Chicago News

  • An ordinance from downtown Ald. Brendan Reilly (42) to repeal an ordinance establishing an honorary street sign for Republican presidential candidate Donald Trump is on the Transportation Committee agenda for this morning. It’s the only non-routine item on Tuesday’s agenda.  At the October monthly City Council meeting, citing Trump’s repeated racist comments and “mean-spirited remarks about Chicago,” Ald. Reilly introduced an ordinance that would repeal the designation and require that CDOT Commissioner Rebekah Scheinfeld remove the honorary "Trump Plaza” sign which is located at the east side of North Wabash Avenue.

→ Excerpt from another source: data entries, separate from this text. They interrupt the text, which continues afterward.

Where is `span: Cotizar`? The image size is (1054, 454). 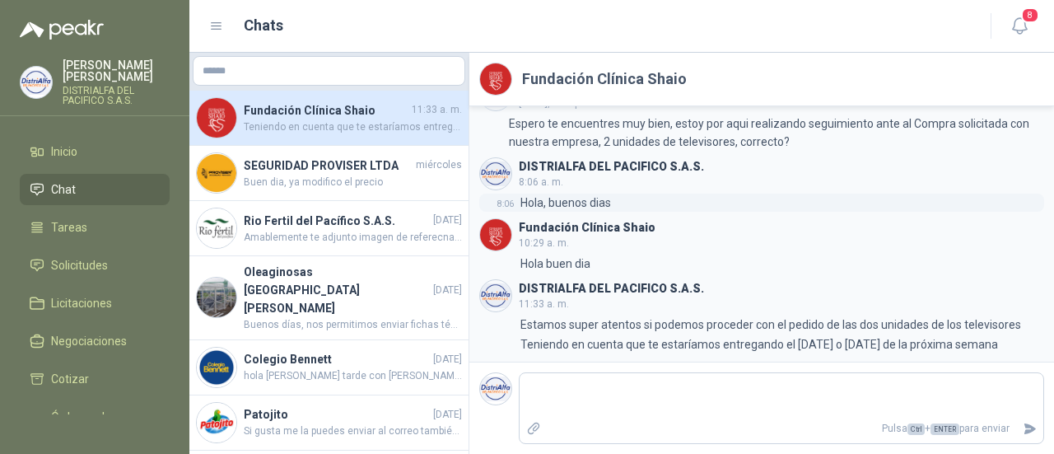 span: Cotizar is located at coordinates (70, 379).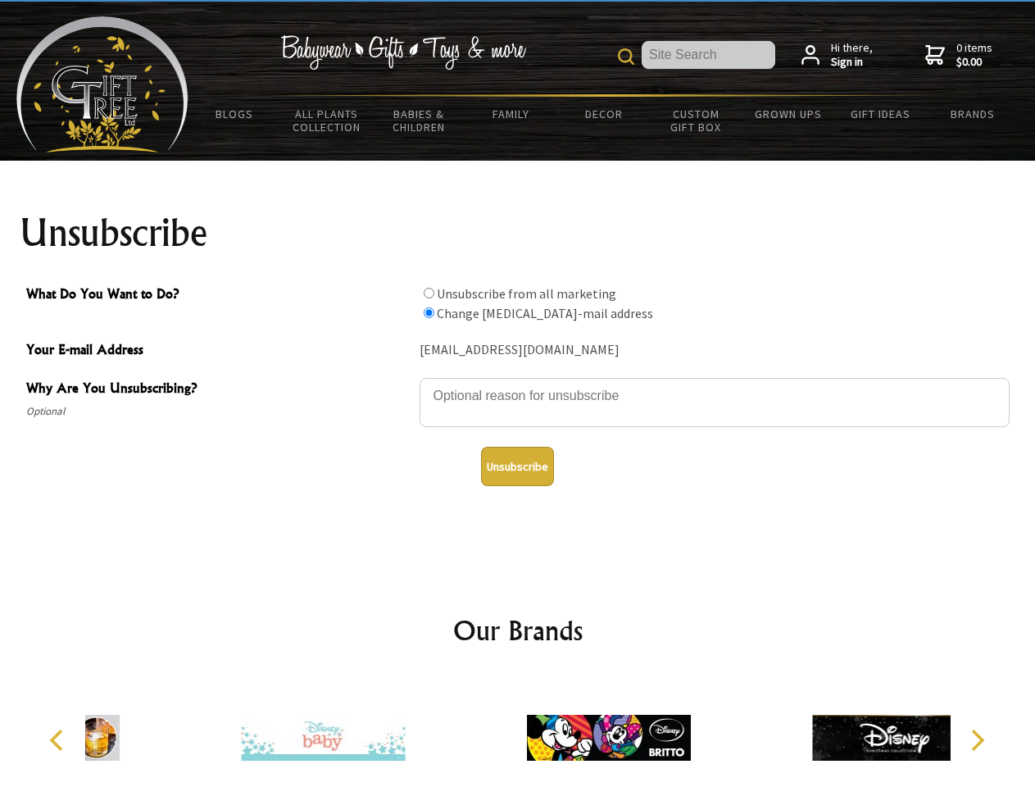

  • In under 10 minutes, and without a quorum, the Committee on Public Safety approved the appointment of Steve Flores, a partner at Winston & Strawn LLP, to the Police Board, the agency in charge of recommending disciplinary action against police officers accused of misconduct.


  • Cook County Circuit Court Judge Diane J. Larsen delayed ruling Monday morning on an Open Meetings Act injunction on the May 18 and June 22 City Council meetings, directing plaintiffs to file a new brief that takes into account a new seating policy issued by the City Council Sergeant-at-Arms on October 4. Plaintiffs Andy Thayer and Rick Garcia charge they and other protesters were kept from attending the meetings because city employees packed the Council gallery and prevented members of the public from going to the gallery.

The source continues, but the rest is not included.